Field Rope use

I’ve really been wondering about how many teams used the field rope, or other thick ropes.

I’m curious because our teams robot was the only one at our regionals to use such a thick rope. Here is a picture of us climbed. Our climber used two angled shafts to trap the rope and wind it up.

You’re right, very few teams used the field rope. Yours is a pretty effective mechanism though. Congrats on accomplishing a difficult challenge!

Interesting approach, I think most teams took one look at the stock ropes, read what was allowed in the manual, and immediately dismissed the idea of even trying to use the stock ropes. Of the few that have attempted, yours is probably the first I’ve seen that actually does it well.

This is an image of our climber which has the capability of climbing the field rope (it was tested outside competition). However, we opted for a smaller diameter rope for the sake of consistency. The climber consisted of two aluminum plates with a pentagonal hole pattern. In each of these holes was a 5 inch long spike. These two “jaws” were held together by constant force springs. Before the start of the match, we would set the climber by zip tying each jaw to the frame. When the driver lined the robot up against the rope at the end to the match to climb, they would simply turn the motor and the zip ties would snap. The jaws would then slam shut around the rope and the robot would climb. This design emulated the way one winds spaghetti with a fork, and it won us the creativity award at the Silicon Valley regional.

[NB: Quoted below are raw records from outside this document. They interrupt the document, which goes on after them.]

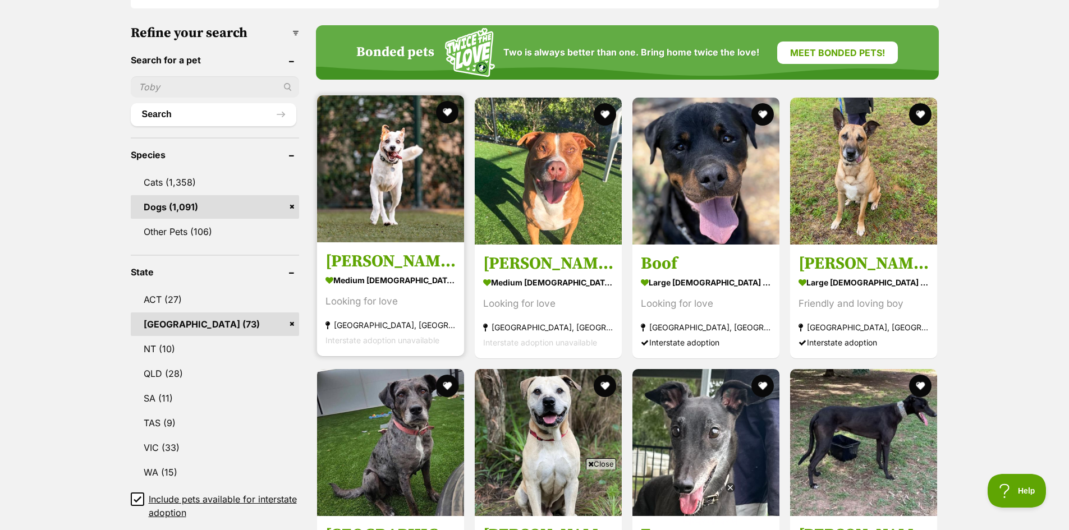  Describe the element at coordinates (215, 349) in the screenshot. I see `a: NT (10)` at that location.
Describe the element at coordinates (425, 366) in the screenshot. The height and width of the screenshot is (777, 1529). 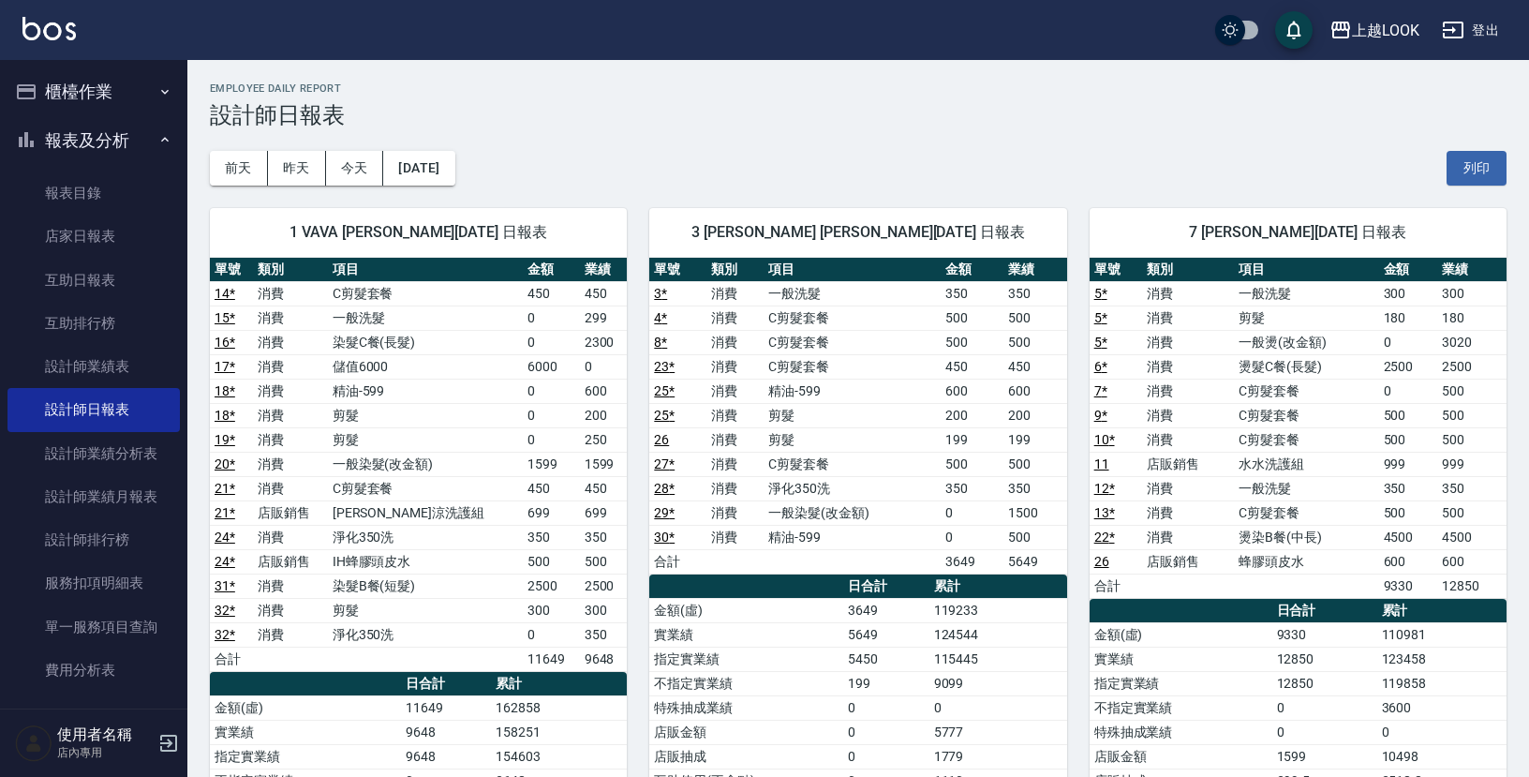
I see `td: 儲值6000` at that location.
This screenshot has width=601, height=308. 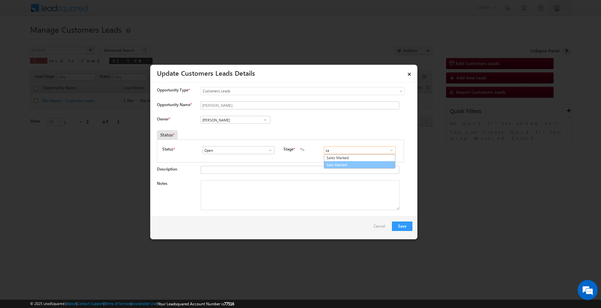 What do you see at coordinates (303, 91) in the screenshot?
I see `a: Customers Leads` at bounding box center [303, 91].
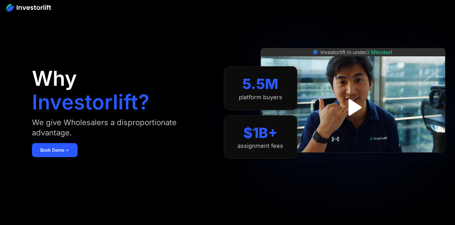  I want to click on h1: Investorlift?, so click(91, 102).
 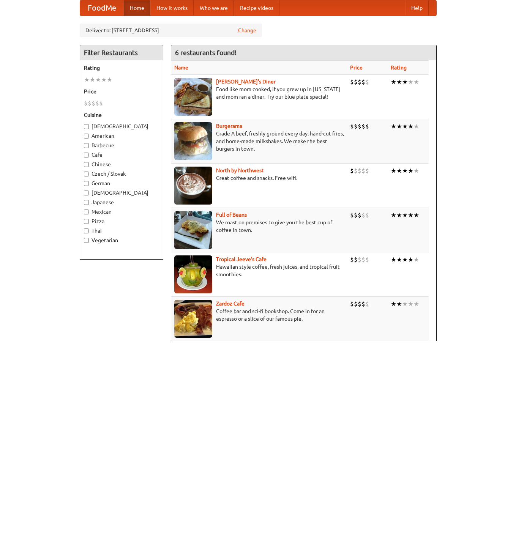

Sent from my iPhone using Tapatalk

1726 did not use the field rope, but did use the same type of rope (from first choice) cut to their desired length.

Found the reveal video for your robot pKlopp. https://youtu.be/QWIYHvkKkNM That is a really cool design.

Thanks! Unfortunately it wasn’t working properly when we filmed that. We were using zip ties that were too strong so they didn’t snap easily. We also were rotating the climber the wrong way, almost tripling our climb time. Rotating it the way we did in the video directed all the thrust of a 140 lb robot into the CIM motor, causing it to struggle quite a bit. We only realized this after the Sacramento regional. Our climb time at SVR was 5 seconds over the 15 at Davis after simply reversing the direction of the motor.

Sent from my iPhone using Tapatalk

I saw quite a few teams for which the stock rope was installed. But no robots that actually used it.

A little off topic, but I’m curious if any teams climbed another team’s rope? It was a topic my drive team joked about a bit during our last off-season competition. Specifically, with the numerous teams using Velcro to acquire the ropes, it would have been entirely possible to climb another Velcro-friendly rope if some peculiar circumstances were to arise during a match. Does anyone have an example of this happening?

I feel like this happened at one of the events I FTAAd, but finding the exact match would be difficult.

Turing match 108 had an attempt on the blue side.

Two teams (6225 and 5889) used near-identical ropes. One rope got stuck on the touchpad during deploy, and the other robot wasn’t functional for some reason but their rope deployed. The driving robot had acquisition and was starting to climb at the buzzer–defense slowed them through the neutral zone. You’ll see it at the center davit in the video. (Far side is where the rope got stuck.)

Like Gary, I didn’t see a single team climb the field rope. Several had it out, nobody went up.

That’s awesome. Reminds me of the medieval device used at the end of Braveheart.

During one of our practice matches at MSC this year the EngiNerds used our velcro-friendly rope which if I remember correctly is in part because our robot was having problems. All in good fun.

In one match on Curie, The designated rope guy on our drive team forgot to bring a rope. Luckily, 1086 (if I remember correctly) was kind enough to let us borrow theirs, and we successfully climbed with it.

At NYC this happened several times.

2791 ended up picking a team in the second round that should have been picked way earlier than they were. The reason some teams passed up on them was that their climb success rate was relatively low, something on the order of 65 percent. When we looked into why that was, it turns out in two consecutive matches, another team climbed their rope!

While it was unfortunate for them in quals, in elims they had a 100% climb rate, probably because everyone on the alliance climbed their own ropes. :slight_smile:

4534 accidentally climbed our rope instead of their’s and we went and climbed their’s in this match. Unfortunately I couldn’t find any video of it, though honestly the video would just look like two robots climbing white ropes. Though our robot does look a bit confused when someone else starts going up our spot :wink:

We used 624’s spare rope in elims because it worked better for us than our rope.

1836 climbed 5499’s rope a few times on the practice field right before elims at the Idaho Regional. Turns out it worked so much better that we copied their rope (and made 10 more) for champs! Our initial prototypes climbed the field rope pretty effectively (although unknotted so it was not actually the field rope), and was designed based off this:

We even 3d printed copies of those exact wheels with a 3/8" hex bore for testing, but our other designs with velcro/combs proved more consistent and faster towards day 4/5 of build season.